#### Dataset excerpts
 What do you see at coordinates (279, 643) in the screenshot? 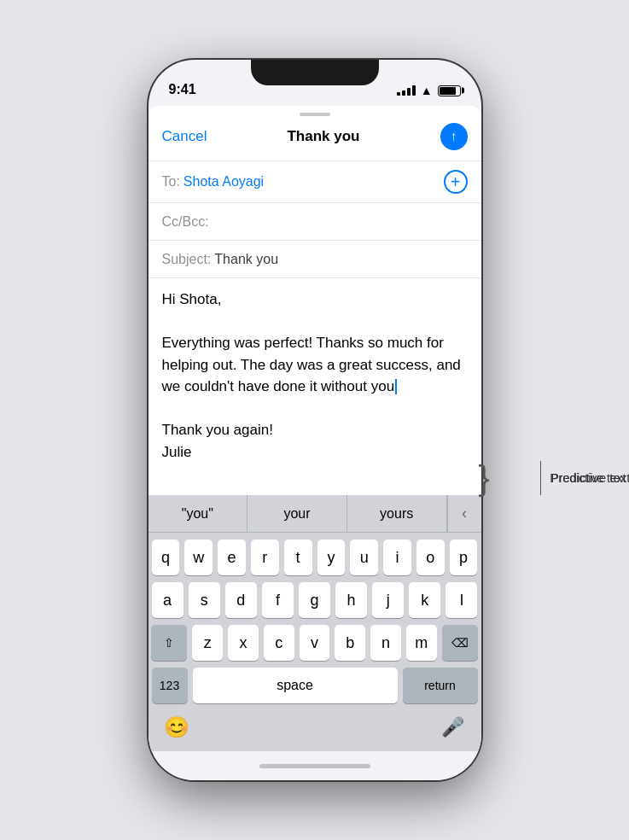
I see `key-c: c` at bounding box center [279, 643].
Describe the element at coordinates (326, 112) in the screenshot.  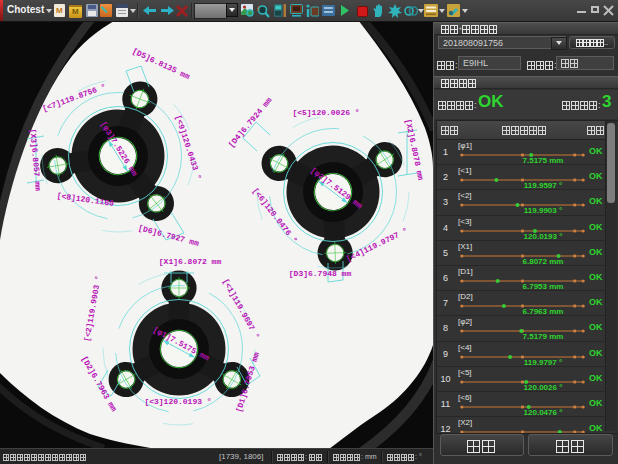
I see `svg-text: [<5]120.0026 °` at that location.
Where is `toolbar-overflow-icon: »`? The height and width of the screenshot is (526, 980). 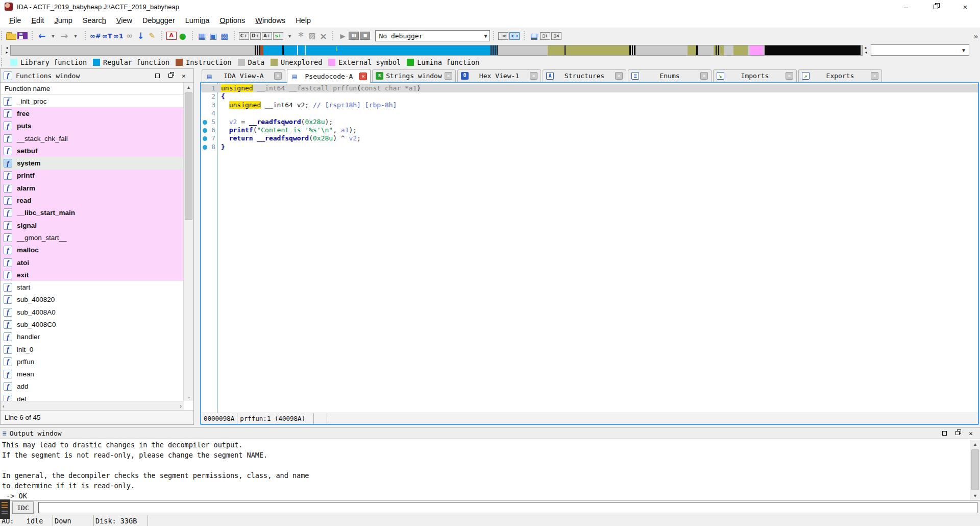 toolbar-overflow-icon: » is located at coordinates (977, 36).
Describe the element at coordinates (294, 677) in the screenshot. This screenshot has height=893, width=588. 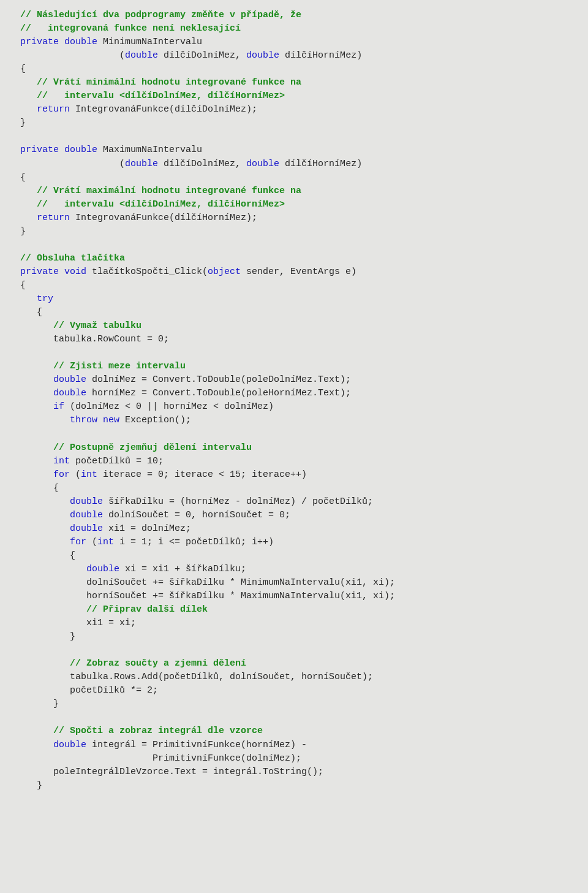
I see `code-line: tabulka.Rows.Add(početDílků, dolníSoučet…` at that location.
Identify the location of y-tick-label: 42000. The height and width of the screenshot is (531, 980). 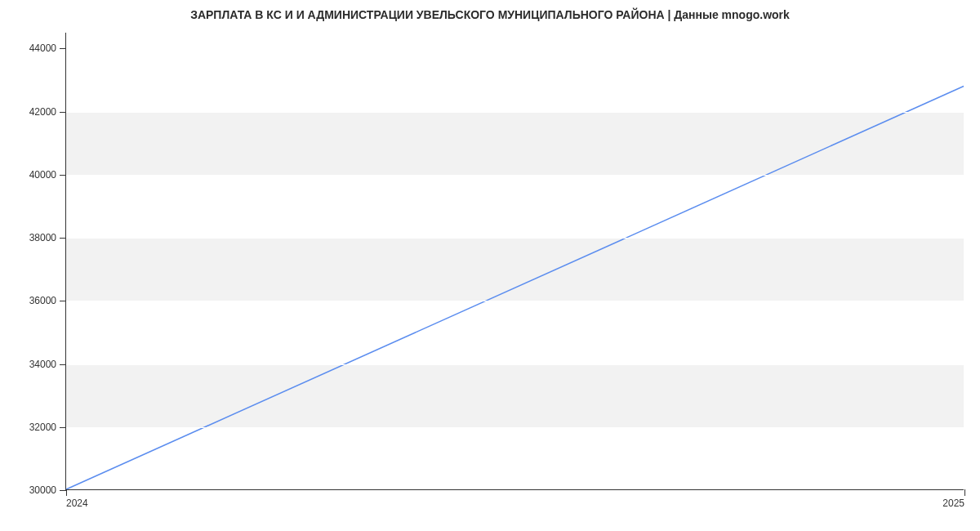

#### Task instructions
Only the lines from the one containing "Describe the element at coordinates (294, 677)" through the last line of the entries above, both included, belong in the answer, written out exactly; pictures do not.

#### Task solution
Describe the element at coordinates (294, 677) in the screenshot. This screenshot has height=893, width=588. 
I see `code-line: tabulka.Rows.Add(početDílků, dolníSoučet…` at that location.
Identify the location of y-tick-label: 42000. The height and width of the screenshot is (531, 980). 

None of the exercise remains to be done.